Evaluative decision-making for high-quality professional development: Cultivating an evaluative stance

Jennifer Sumsion, Joanne Lunn Brownlee, Sharon Ryan, Kerryann Walsh, Ann Farrell, Susan Irvine, Gerardine Mulhearn, Donna Berthelsen

    Research output: Contribution to journalArticlepeer-review

    14 Citations (Scopus)
    6 Downloads (Pure)

    Abstract

    Unprecedented policy attention to early childhood education internationally has highlighted the crucial need for a skilled early years workforce. Consequently, professional development of early years educators has become a global policy imperative. At the same time, many maintain that professional development research has reached an impasse. In this paper, we offer a new approach to addressing this impasse. In contrast to calls for a redesign of comparative studies of professional development programmes, or for the refinement of researcher-constructed professional development evaluation frameworks, we argue the need to cultivate what we refer to as an ‘evaluative stance’ amongst all involved in making decisions about professional development in the early years – from senior bureaucrats with responsibilities for funding professional development programmes to individual educators with choices about which professional development opportunities to take up. Drawing on three bodies of literature – evaluation capacity-building, personal epistemology and co-production – that, for the most part, have been overlooked with respect to early years professional learning, this paper proposes a conceptual framework to explain why cultivating an evaluative stance in professional development decision-making has rich possibilities for systemic, sustainable and transformative change in early years education.
    Original languageEnglish
    Pages (from-to)419-432
    Number of pages14
    JournalProfessional Development in Education
    Volume41
    Issue number2
    DOIs
    Publication statusPublished - 2015

    Fingerprint

    Dive into the research topics of 'Evaluative decision-making for high-quality professional development: Cultivating an evaluative stance'. Together they form a unique fingerprint.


*Task directions*.
Repeat the data exactly, every last line of it.

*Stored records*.

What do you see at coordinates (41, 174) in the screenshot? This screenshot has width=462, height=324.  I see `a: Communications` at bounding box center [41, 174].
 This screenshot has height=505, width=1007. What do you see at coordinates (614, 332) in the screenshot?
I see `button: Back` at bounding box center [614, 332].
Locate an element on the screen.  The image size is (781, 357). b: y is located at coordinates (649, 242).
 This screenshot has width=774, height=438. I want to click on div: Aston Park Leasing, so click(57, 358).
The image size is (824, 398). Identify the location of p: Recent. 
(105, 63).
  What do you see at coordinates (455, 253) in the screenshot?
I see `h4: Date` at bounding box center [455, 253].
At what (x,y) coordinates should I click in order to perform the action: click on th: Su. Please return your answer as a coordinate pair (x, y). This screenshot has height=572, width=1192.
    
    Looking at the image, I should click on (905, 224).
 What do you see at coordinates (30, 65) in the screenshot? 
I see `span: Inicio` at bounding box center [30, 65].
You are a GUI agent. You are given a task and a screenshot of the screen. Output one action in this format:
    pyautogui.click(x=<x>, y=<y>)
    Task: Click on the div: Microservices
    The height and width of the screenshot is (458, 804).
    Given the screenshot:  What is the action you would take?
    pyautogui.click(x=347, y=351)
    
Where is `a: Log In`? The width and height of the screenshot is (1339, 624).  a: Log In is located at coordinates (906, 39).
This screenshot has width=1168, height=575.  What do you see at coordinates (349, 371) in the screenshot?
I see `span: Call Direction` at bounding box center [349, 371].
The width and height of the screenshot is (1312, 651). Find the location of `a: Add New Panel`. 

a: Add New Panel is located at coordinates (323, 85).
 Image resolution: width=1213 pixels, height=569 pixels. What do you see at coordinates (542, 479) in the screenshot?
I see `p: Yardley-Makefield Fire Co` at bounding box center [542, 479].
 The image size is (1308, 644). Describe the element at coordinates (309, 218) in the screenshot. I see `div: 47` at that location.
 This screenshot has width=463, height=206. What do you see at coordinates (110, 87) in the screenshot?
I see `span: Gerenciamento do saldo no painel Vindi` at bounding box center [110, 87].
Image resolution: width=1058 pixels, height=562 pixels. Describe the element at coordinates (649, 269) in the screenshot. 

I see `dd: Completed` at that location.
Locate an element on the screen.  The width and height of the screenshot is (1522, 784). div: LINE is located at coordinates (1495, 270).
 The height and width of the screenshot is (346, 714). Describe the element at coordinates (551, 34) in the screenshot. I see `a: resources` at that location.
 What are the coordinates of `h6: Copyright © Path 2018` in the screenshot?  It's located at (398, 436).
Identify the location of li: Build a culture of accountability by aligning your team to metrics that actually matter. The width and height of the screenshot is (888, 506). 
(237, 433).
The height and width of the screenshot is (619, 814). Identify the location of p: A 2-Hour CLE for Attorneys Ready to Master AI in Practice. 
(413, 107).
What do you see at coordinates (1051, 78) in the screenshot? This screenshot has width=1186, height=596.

*Reply to the exercise*.
What do you see at coordinates (41, 174) in the screenshot? This screenshot has width=462, height=324.  I see `a: Communications` at bounding box center [41, 174].
 This screenshot has height=505, width=1007. What do you see at coordinates (614, 332) in the screenshot?
I see `button: Back` at bounding box center [614, 332].
Locate an element on the screen.  The image size is (781, 357). b: y is located at coordinates (649, 242).
 This screenshot has width=774, height=438. I want to click on div: Aston Park Leasing, so click(57, 358).
The image size is (824, 398). Identify the location of p: Recent. 
(105, 63).
  What do you see at coordinates (455, 253) in the screenshot?
I see `h4: Date` at bounding box center [455, 253].
At what (x,y) coordinates should I click in order to perform the action: click on th: Su. Please return your answer as a coordinate pair (x, y). This screenshot has height=572, width=1192.
    
    Looking at the image, I should click on (905, 224).
 What do you see at coordinates (30, 65) in the screenshot? 
I see `span: Inicio` at bounding box center [30, 65].
You are a GUI agent. You are given a task and a screenshot of the screen. Output one action in this format:
    pyautogui.click(x=<x>, y=<y>)
    Task: Click on the div: Microservices
    The height and width of the screenshot is (458, 804).
    Given the screenshot:  What is the action you would take?
    pyautogui.click(x=347, y=351)
    
Where is `a: Log In`? The width and height of the screenshot is (1339, 624).  a: Log In is located at coordinates (906, 39).
This screenshot has width=1168, height=575.  What do you see at coordinates (349, 371) in the screenshot?
I see `span: Call Direction` at bounding box center [349, 371].
The width and height of the screenshot is (1312, 651). Find the location of `a: Add New Panel`. 

a: Add New Panel is located at coordinates (323, 85).
 Image resolution: width=1213 pixels, height=569 pixels. What do you see at coordinates (542, 479) in the screenshot?
I see `p: Yardley-Makefield Fire Co` at bounding box center [542, 479].
 The image size is (1308, 644). Describe the element at coordinates (309, 218) in the screenshot. I see `div: 47` at that location.
 This screenshot has width=463, height=206. What do you see at coordinates (110, 87) in the screenshot?
I see `span: Gerenciamento do saldo no painel Vindi` at bounding box center [110, 87].
Image resolution: width=1058 pixels, height=562 pixels. Describe the element at coordinates (649, 269) in the screenshot. 

I see `dd: Completed` at that location.
Locate an element on the screen.  The width and height of the screenshot is (1522, 784). div: LINE is located at coordinates (1495, 270).
 The height and width of the screenshot is (346, 714). Describe the element at coordinates (551, 34) in the screenshot. I see `a: resources` at that location.
 What are the coordinates of `h6: Copyright © Path 2018` in the screenshot?  It's located at (398, 436).
Identify the location of li: Build a culture of accountability by aligning your team to metrics that actually matter. The width and height of the screenshot is (888, 506). 
(237, 433).
The height and width of the screenshot is (619, 814). Identify the location of p: A 2-Hour CLE for Attorneys Ready to Master AI in Practice. 
(413, 107).
What do you see at coordinates (1051, 78) in the screenshot? This screenshot has width=1186, height=596.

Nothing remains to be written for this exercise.